From next week those turning eighteen will start gaining access to their Child Trust Funds with an estimated average worth of around £1200. From now until 2029 around 55,000 young people every month will gain access to their accounts: the 2020s will, among many other things, be the decade of the Child Trust Fund. For a generation with the odds stacked against them in many other respects it may feel like a rare, if small, glimmer of light.

The policy was announced in 2001, implemented in 2005 and abolished soon after David Cameron arrived in office in 2010. An initial endowment of £250, or £500 for children from lower-income families, was given to those born after 2002 (some also received a second contribution of £250 or £500 at age seven pre-abolition) and parents could top this up subject to an annual cap.

It was a policy that attracted support, and opprobrium, from across the political aisle. It drew on intellectual currents straddling the market-socialist left as well as popular-capitalist right and energised an eclectic coalition of thinkers and practitioners — from the UK and abroad. It helped open up a new strand of thinking in social policy about the importance of assets as well as income in creating opportunity and resilience. But it also enraged those opposed to all universalism and drew criticism from some on the left who decided that any focus on assets would, somehow, jeopardise the dramatically larger increase in spending on conventional cash-benefits and public services that was underway. It was bemoaned for its modesty of ambition by some and held up as symbol of state-largesse by others.

A decade after it was first announced it became an early victim of the austerity era. The Liberal Democrats at the time were particularly keen to abolish it, though it wasn’t many years later that Vince Cable, as leader, called for a universal endowment for young people. It’s also worth recalling that the Child Trust Fund was introduced as a package alongside a matched-savings system for low-income adults, the Savings Gateway, which was also abolished in 2010 (after years of painstaking piloting and evaluation). The Conservative government reintroduced the same policy, under a different label, a few years down the line. In the US there are current proposals to introduce state level ‘baby bonds’ and this agenda featured in the recent Democratic Party Presidential candidate contest.

The idea of directly supporting families to accumulate financial assets still has traction because the challenges that sparked the creation of this agenda around the millennium — a relatively benign and optimistic moment — have greater force in the 2020s.

The total stock of UK wealth has increased dramatically over time from three times national income back in the 1970s to more than seven times today.
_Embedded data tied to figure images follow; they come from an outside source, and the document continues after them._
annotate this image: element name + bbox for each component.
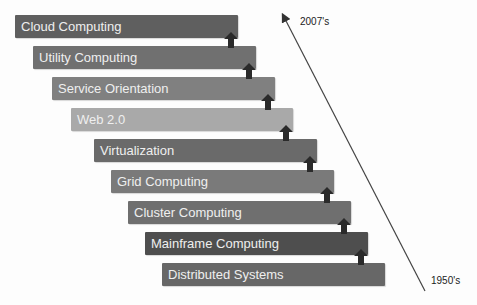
- up-arrow-icon: [279, 125, 293, 141]
- stage-grid-computing: Grid Computing: [111, 170, 334, 193]
- stage-label: Grid Computing: [117, 174, 208, 189]
- era-label-top: 2007's: [300, 16, 329, 27]
- stage-mainframe-computing: Mainframe Computing: [145, 232, 368, 255]
- stage-cloud-computing: Cloud Computing: [15, 15, 238, 38]
- up-arrow-icon: [354, 249, 368, 265]
- stage-label: Utility Computing: [39, 50, 137, 65]
- up-arrow-icon: [303, 156, 317, 172]
- stage-label: Virtualization: [100, 143, 174, 158]
- stage-web-2-0: Web 2.0: [71, 108, 293, 131]
- up-arrow-icon: [337, 218, 351, 234]
- up-arrow-icon: [261, 94, 275, 110]
- stage-label: Distributed Systems: [168, 267, 284, 282]
- stage-distributed-systems: Distributed Systems: [162, 263, 385, 286]
- up-arrow-icon: [320, 187, 334, 203]
- stage-cluster-computing: Cluster Computing: [128, 201, 351, 224]
- stage-label: Service Orientation: [58, 81, 169, 96]
- stage-virtualization: Virtualization: [94, 139, 317, 162]
- stage-label: Web 2.0: [77, 112, 125, 127]
- stage-service-orientation: Service Orientation: [52, 77, 275, 100]
- stage-label: Mainframe Computing: [151, 236, 279, 251]
- stage-utility-computing: Utility Computing: [33, 46, 256, 69]
- era-label-bottom: 1950's: [431, 275, 460, 286]
- up-arrow-icon: [242, 63, 256, 79]
- up-arrow-icon: [224, 32, 238, 48]
- stage-label: Cluster Computing: [134, 205, 242, 220]
- stage-label: Cloud Computing: [21, 19, 121, 34]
Yet inheritance taxes are steadily losing their bite at the same time as the relationship between parental wealth and the chances of a 30 year old owing property have strengthened. The sharp growth in net wealth across society as a whole over the last decade has coincided with a deterioration in the balance sheets of families who have the least of it. Indeed, a large chunk of the country has next to no reserves to fall back on: over a quarter of the UK’s working-age families have less than £500 in savings; well over a third have less than £1000. At the same time the evidence surrounding the positive impact of owning some financial assets on a person’s future economic and social prospects — controlling for a range of other factors — has grown both in advanced nations like the UK as well as in developing countries.

None of this is to suggest that the Child Trust Fund would ever have been the answer to all these challenges. Looking back, it was never going to bear the weight of expectation created.

For a start it had multiple objectives — developing a saving habit, distributing wealth more equitably, promoting financial resilience — some of which were in tension. It’s also the case that while baby bonds cost enough to make them a target for cuts they were far too small to ever make a dent in the wider distribution of wealth. Redistributive ideas — like generous matching payments for contributions from low-and-modest income families — were also removed in the name of simplicity. It was certainly a novel attempt at spreading asset ownership but it was never allied to a broader agenda of properly taxing concentrations of wealth. It was also naïve, if admirably long-termist, to launch a policy that failed to create ‘cash in hand’ winners for at least 18 years, leaving it exposed when austerity arrived. Indeed, it was a shortcoming that the wider democratic case for this agenda was never properly made: it emerged from a think-tank report and moved swiftly through Whitehall largely untroubled by the vicissitudes of rigorous public debate. Nor did it get shaped by a consensual process, like the Turner Review on pensions, that can help cement long-term policy commitments that rely on the acquiescence of future governments. For a policy with a rich intellectual heritage it had shallow roots.

Yet, for all that, it also spoke to a deep and real problem. Capitalism without widely shared access to capital, makes for an inherently unjust, and unstable, system. The Child Trust Fund was an innovative, idealistic and imperfect attempt to ensure that all young people started off in life with a material stake in society. For the next decade, uniquely, that will happen.

That provides us with a rare experiment that Britain, and other nations, should learn from. The experience of the six million young adults that make-up the trust fund generation will give us insights that can be put to use to help those coming of age in the 2030s. They are going to need all the help they can get.

Disclosure: two decades ago I co-authored the think-tank paper proposing ‘baby bonds’ and then went into government to help develop the policy working with colleagues like Nick Pearce, Carey Oppenheim and Matthew Taylor.